On Tue, 14 Jun 2016 08:56:50 -0400
Joe Quinn wrote:

> On 6/14/2016 8:33 AM, Matus UHLAR - fantomas wrote:
> > that is just what I would like to know: If OCR produces results
> > good enough
> > for BAYES and other rules.
> >
> > I don't think there's difference between bayes and other rules.
> > It's also possible that BAYES would have better results with misread
> > characters than other rules.  
> I've dealt with OCR in the past, and have always had to go back 
> afterwards and manually proofread the results. I expect the impact on 
> Bayes would be a massively increased dictionary of rare words that 
> result from poor "keming" in the image.

Personally I find that a typical spam adds ~30 new tokens, most of
which will be ephemeral. If image spam is a small minority of spam it's
not likely to make a huge difference. It's also not the worst offender.
A few weeks ago I was getting spam that placed an Asian character
between each letter, and that was averaging ~600 new tokens per spam.


I stopped using OCR a long time ago because I didn't find that image
spam was particularly hard to catch. These days I find that spams with
images are mostly either pictures of Russian girls or spoofed corporate
logos. 

Is OCR really all that useful?



 Some PDFs are written in 
> extractable text instead of images, but those tend to use 
> fractional-width spaces for kerning so it's not always easy to figure 
> out what's a real word there either.
> 
> That said, Google seems to use OCR on images in their filtering
> (quoth Wikipedia), so maybe it works when you have a sufficiently
> enormous data set that the OCR glitches are no longer rare and a
> decent inference can be made from them.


◆ Problem details: Each line from the one containing "Task: Click on the a: Twitter" through the last line of the records is to be repeated exactly, with all pictures left out.

◆ Data supplied:
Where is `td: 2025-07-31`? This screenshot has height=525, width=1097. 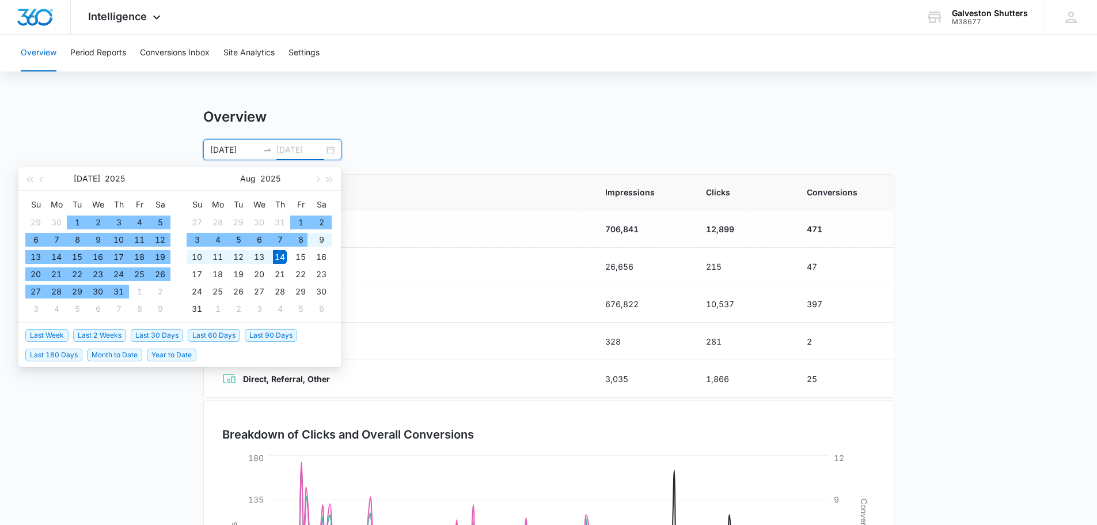
td: 2025-07-31 is located at coordinates (119, 291).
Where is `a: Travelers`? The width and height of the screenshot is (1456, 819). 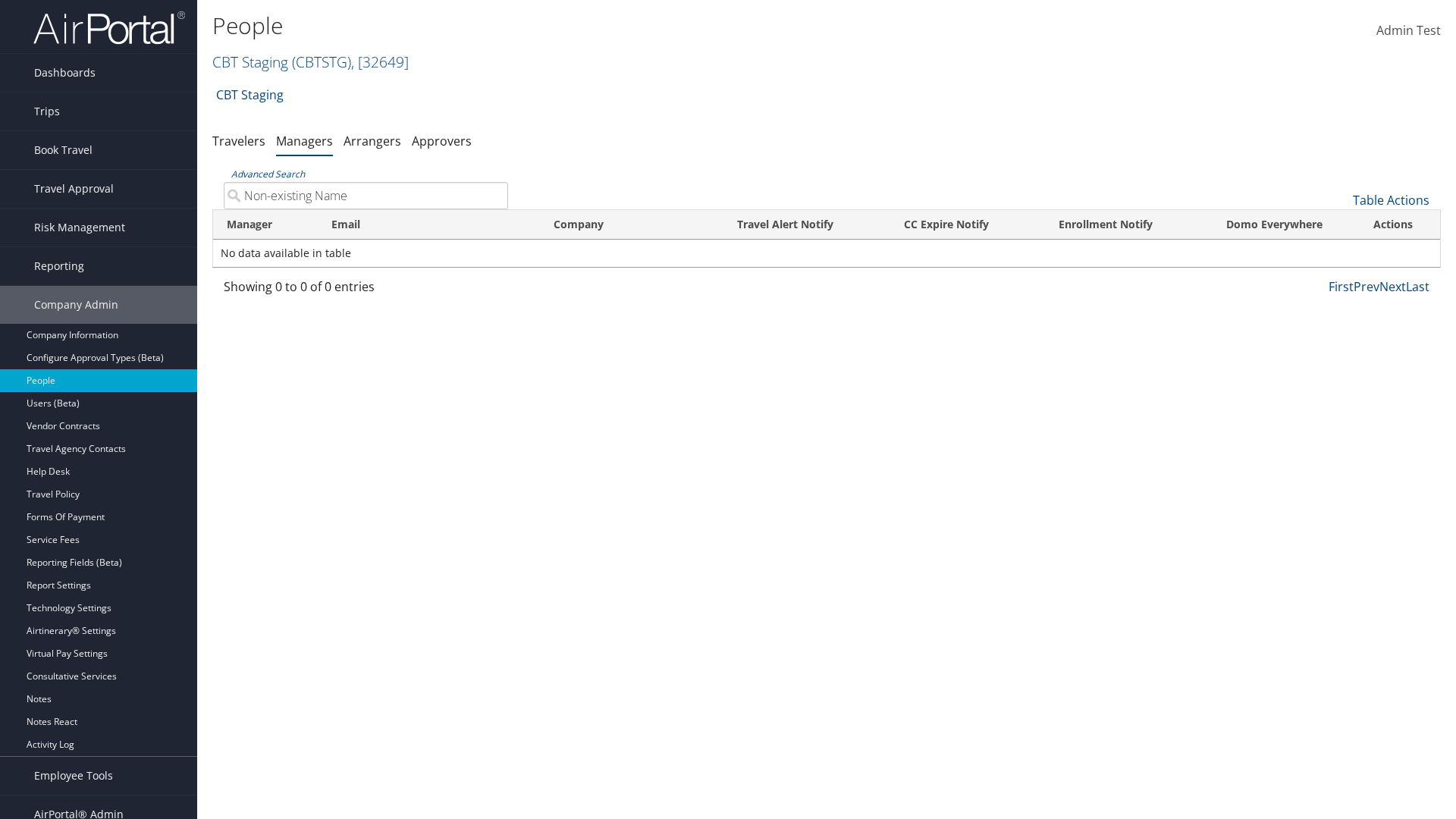
a: Travelers is located at coordinates (239, 141).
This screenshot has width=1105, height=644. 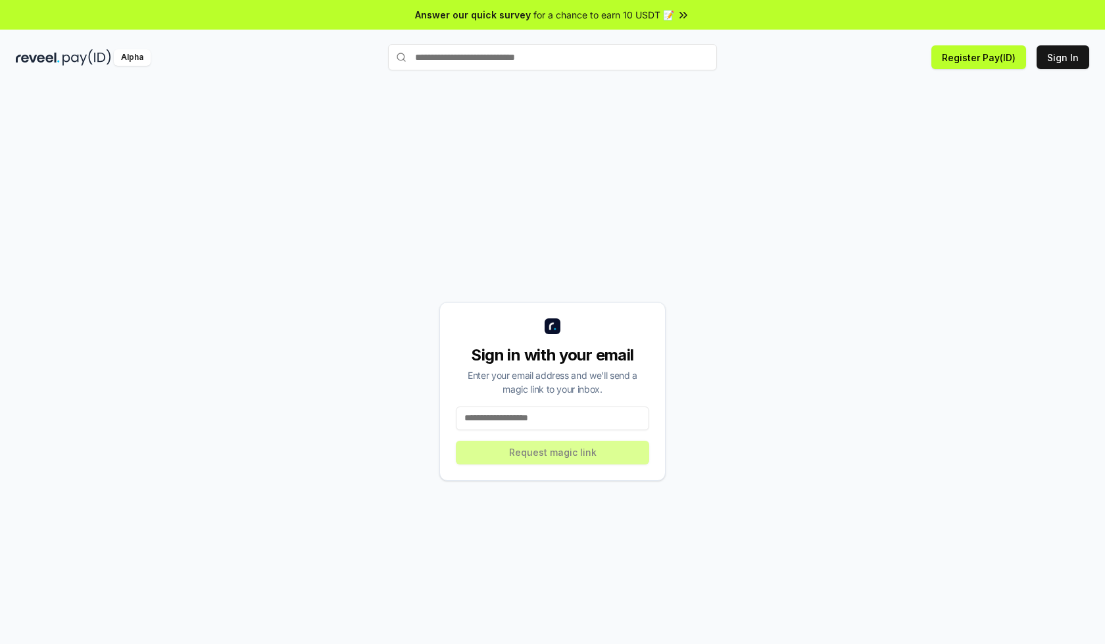 What do you see at coordinates (473, 14) in the screenshot?
I see `span: Answer our quick survey` at bounding box center [473, 14].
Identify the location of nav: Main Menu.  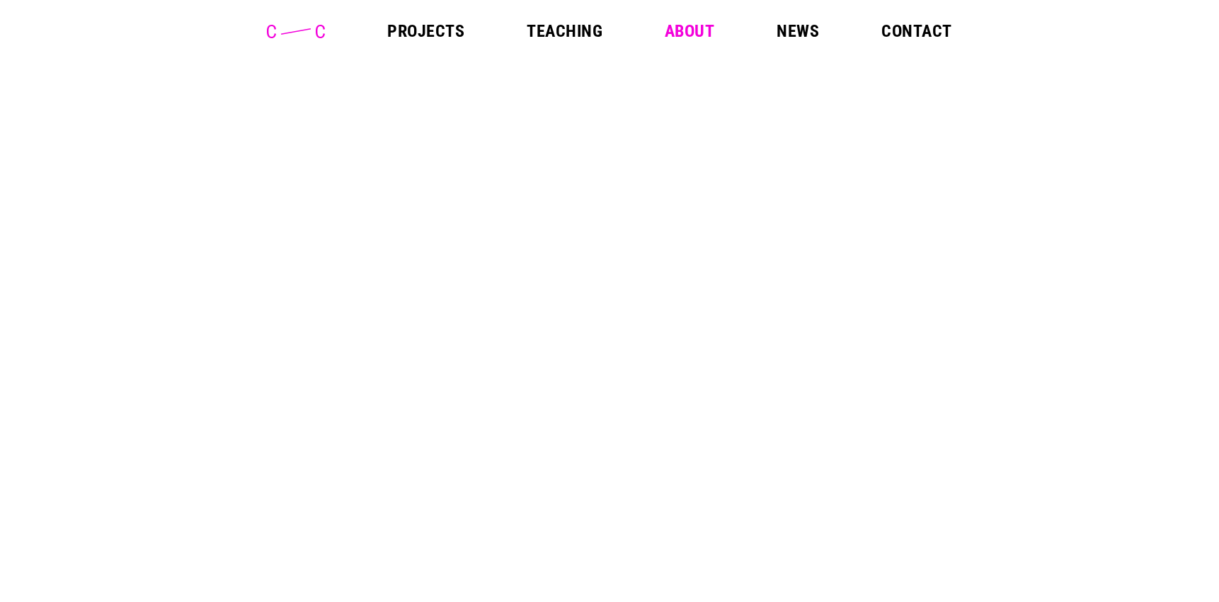
(669, 31).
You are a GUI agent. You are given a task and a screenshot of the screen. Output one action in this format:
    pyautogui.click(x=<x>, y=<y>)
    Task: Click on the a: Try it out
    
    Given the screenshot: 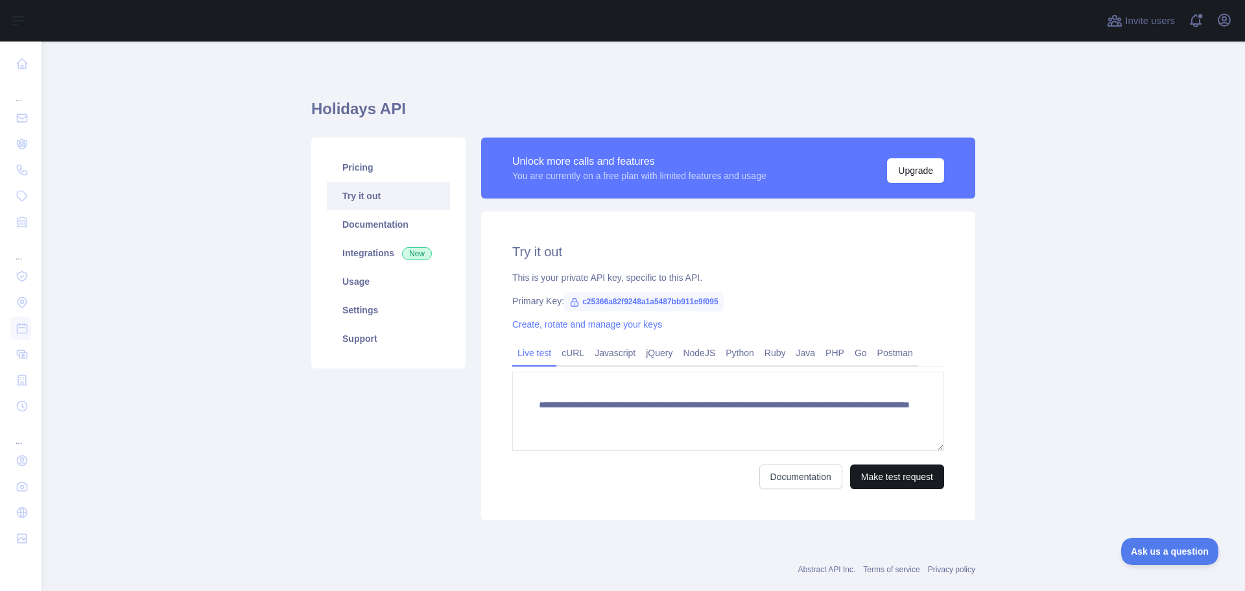 What is the action you would take?
    pyautogui.click(x=389, y=196)
    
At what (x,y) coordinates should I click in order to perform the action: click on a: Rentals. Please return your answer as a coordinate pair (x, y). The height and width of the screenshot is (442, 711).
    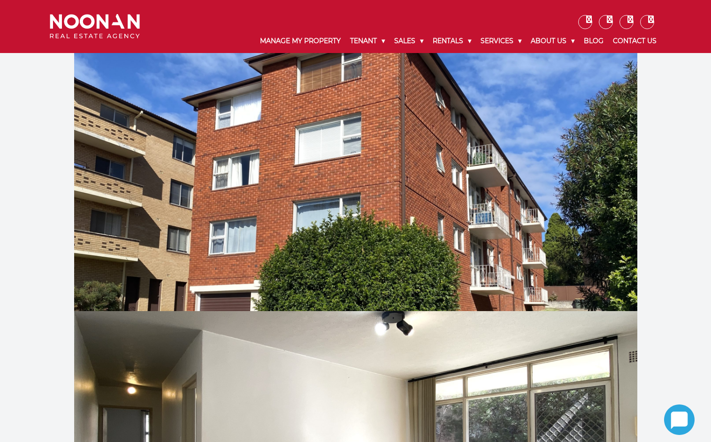
    Looking at the image, I should click on (452, 41).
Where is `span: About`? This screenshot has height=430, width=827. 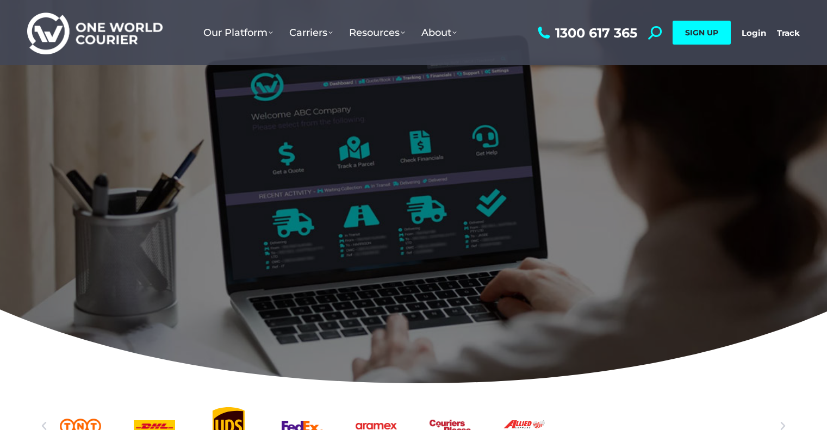
span: About is located at coordinates (439, 33).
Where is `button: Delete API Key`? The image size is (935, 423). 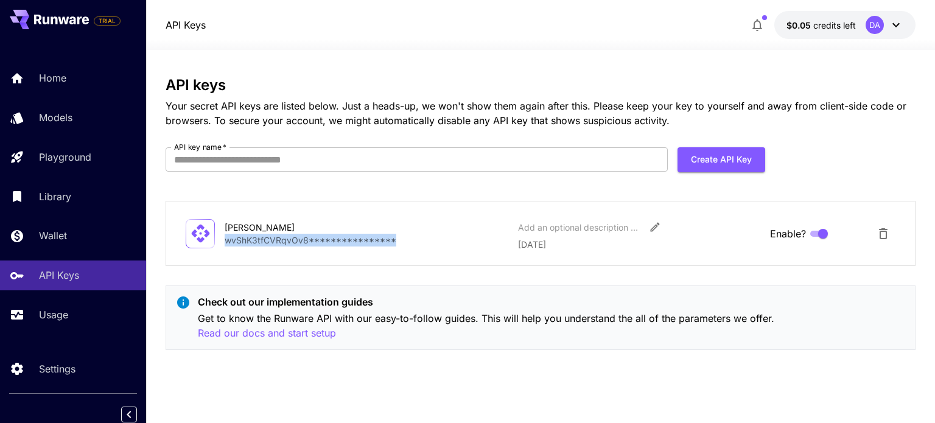 button: Delete API Key is located at coordinates (883, 234).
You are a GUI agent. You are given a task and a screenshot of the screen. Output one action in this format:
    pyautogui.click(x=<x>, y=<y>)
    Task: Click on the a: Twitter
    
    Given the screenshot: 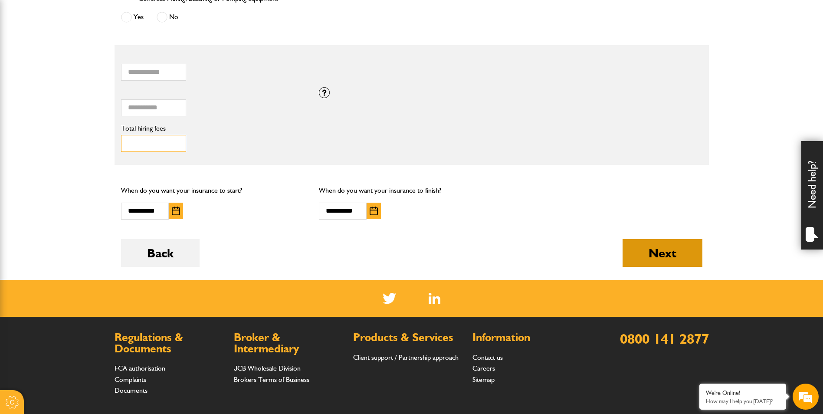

◆ Answer to this problem:
    Task: Click on the a: Twitter
    
    Given the screenshot: 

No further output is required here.